NASHVILLE – Tennessee State Parks have been honored with the Project Excellence Award from the Society of Outdoor Recreation Professionals for the parks’ innovative Tires to Trails program, which recycles tires. The award was presented this month at the National Outdoor Recreation Conference in Knoxville.
“This is a wonderful recognition of an outstanding program,” said David Salyers, commissioner of the Tennessee Department of Environment and Conservation (TDEC). “We have seen great success with Tires to Trails, and the award is a tribute to all who have worked to make it successful.”
The award is presented annually to exemplary outdoor recreation projects and collaborating agencies and organizations who were key to the success. Selection criteria include unique or special circumstances; problem-solving; level of innovation and creativity; impact or effect of a project; and collaborative team effort.
Tennessee State Parks officials, along with those from the Tennessee Department of Transportation (TDOT), cut the ribbon in June on a new hard-surface pathway over 2.5 miles long – made from rubber crumbs derived from tires – at T.O. Fuller State Park in Memphis. The path is one of the longest rubber-bearing trails in the United States. The project was a partnership between TDEC, TDOT, the City of Memphis, Shelby County, and Memphis City Beautiful.
Tires that had been illegally dumped in the area around the park were gathered by volunteers and local contractors, then transformed into crumbs by Patriot Tire Recycling in Bristol, the only facility in the state with the ability to recycle tires in such a way. Once the tires were recycled into crumbs, the material was taken back to the park for construction of the trail.
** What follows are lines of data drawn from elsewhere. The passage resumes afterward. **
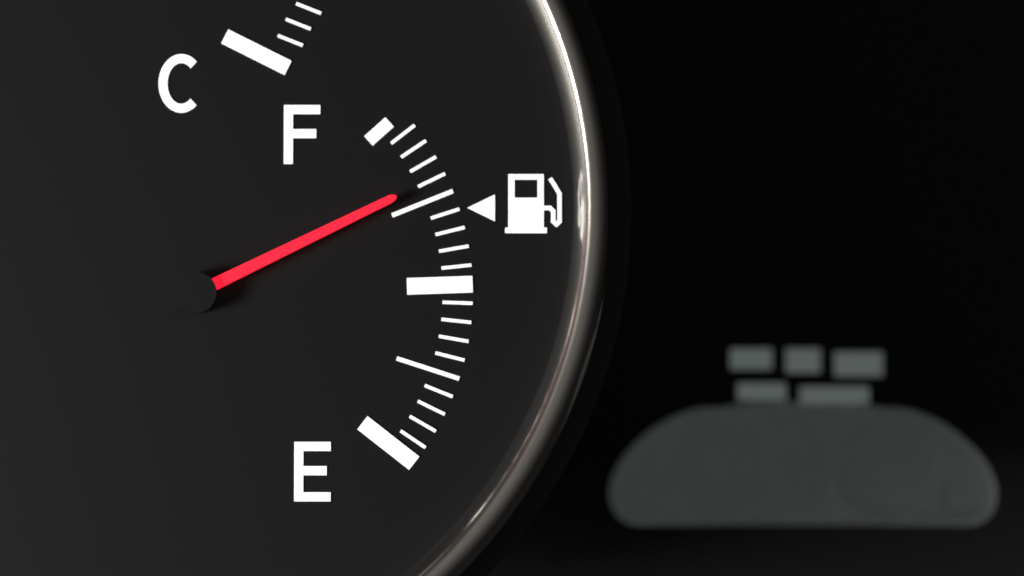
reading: 0.80 (no unit)
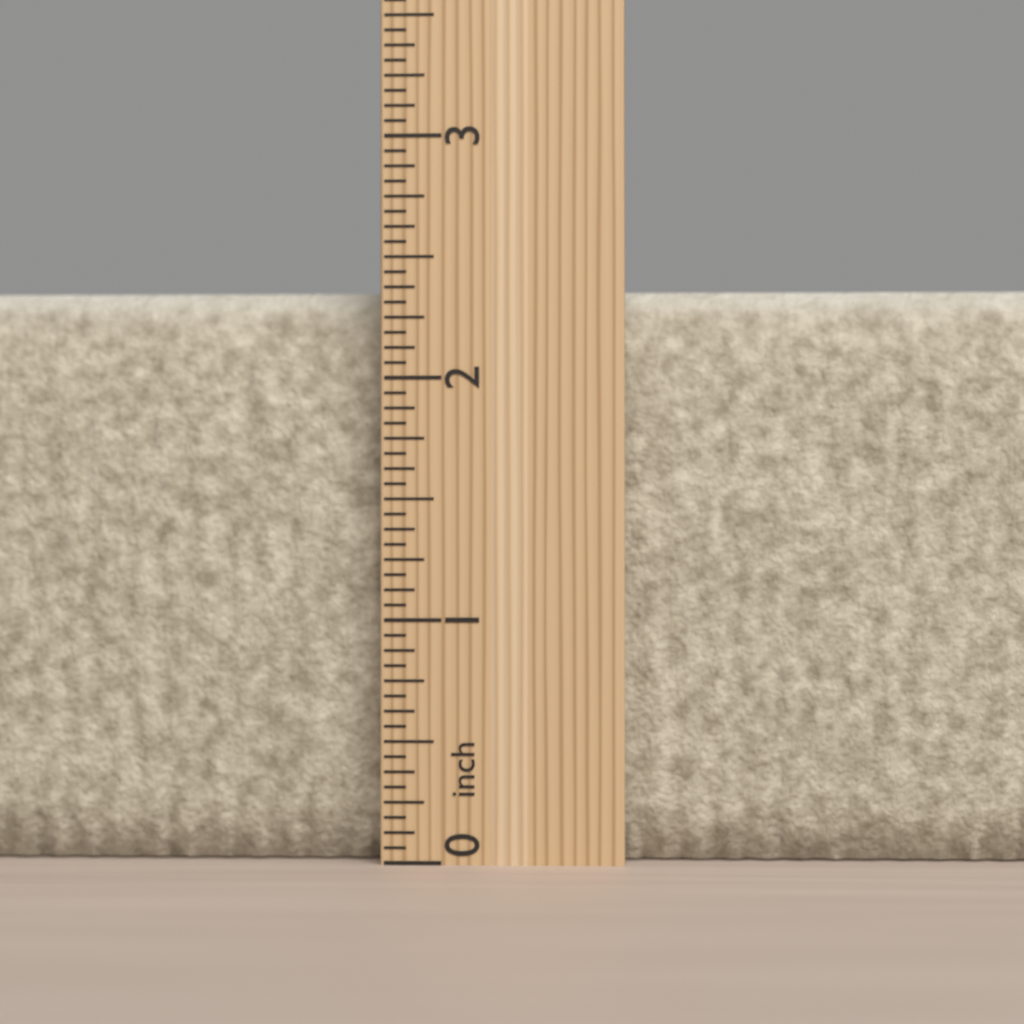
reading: 2.3750 inch
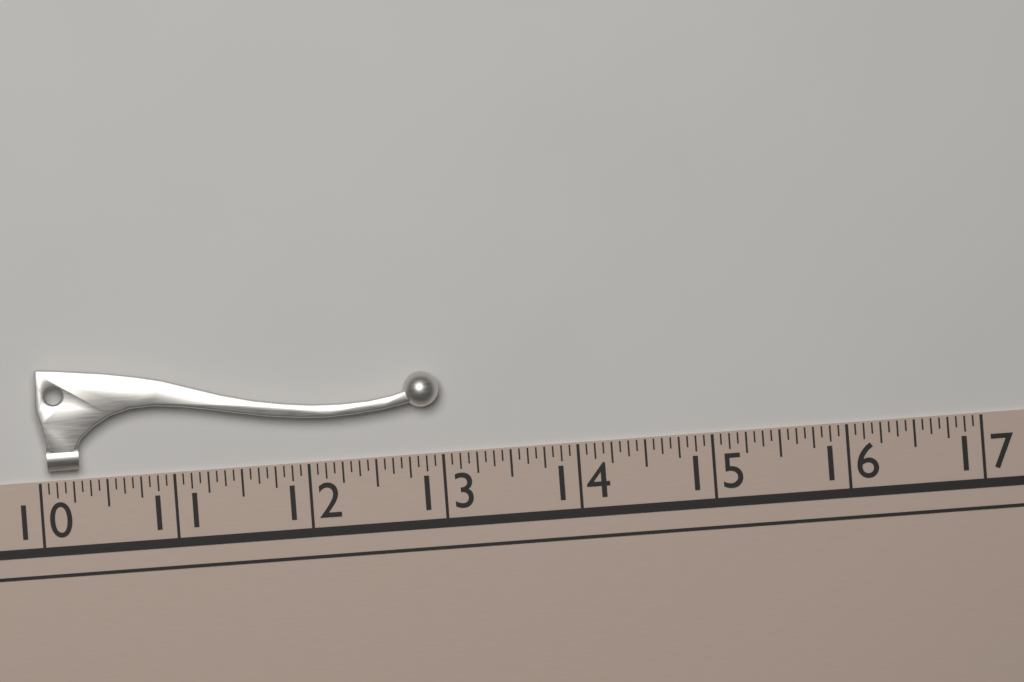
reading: 13.0000 (no unit)
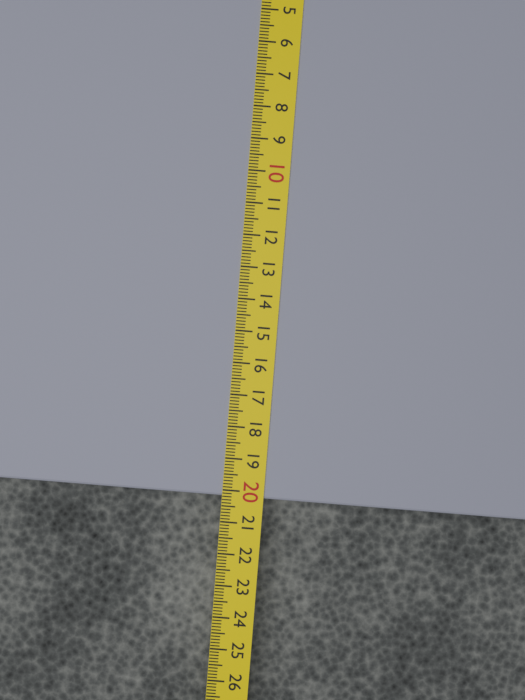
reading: 20.2 cm
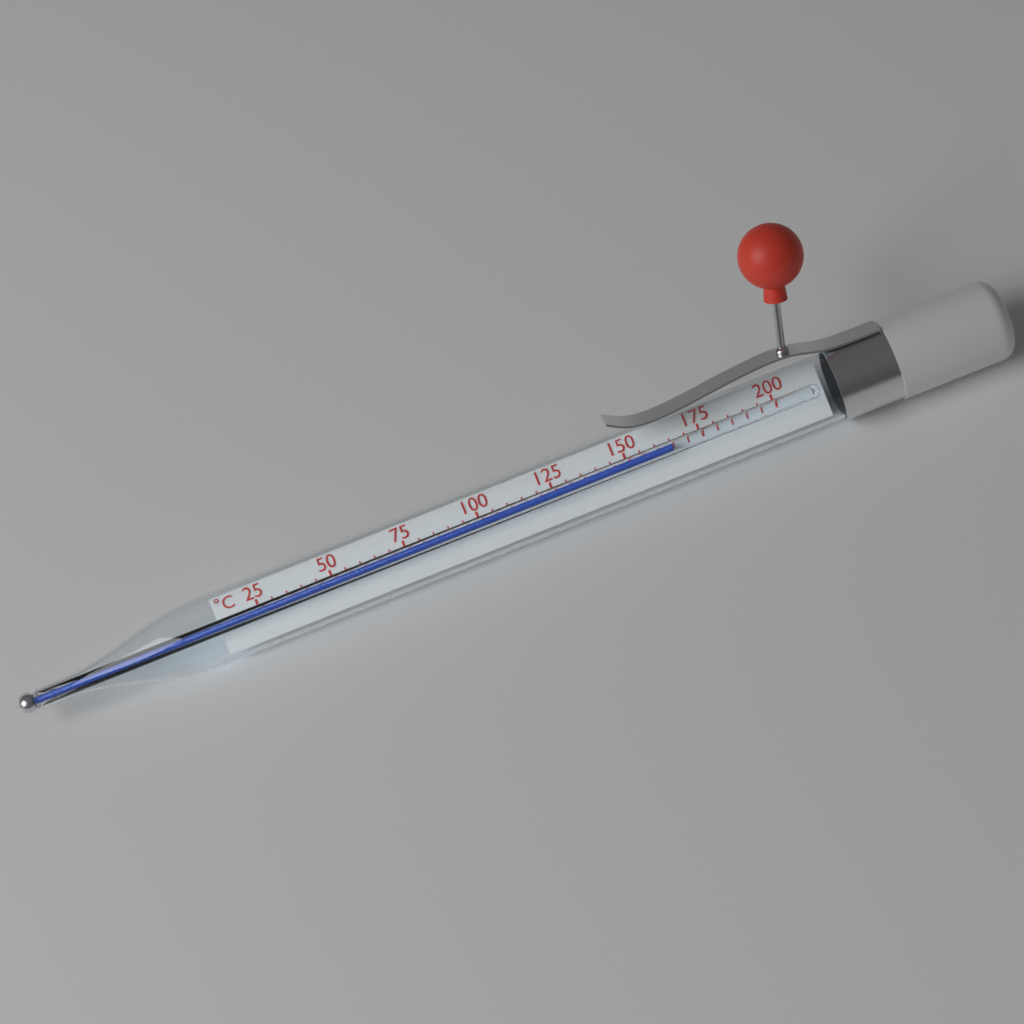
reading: 165 °C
Workers cleaned up over 24,000 dumped tires, including passenger, commercial truck, and heavy equipment tires. The cleanup had 450 registered volunteers and saw 10,000 tires collected in one day. The project, which began with collection in 2019, was funded by a Tire Environmental Act Program grant of $250,000 from TDEC’s Office of Policy and Sustainable Practices, a special litter grant of $200,000 from TDOT, and a Federal Highway-Recreational Trails Program grant of $280,000 from TDEC’s Division of Recreation Resources.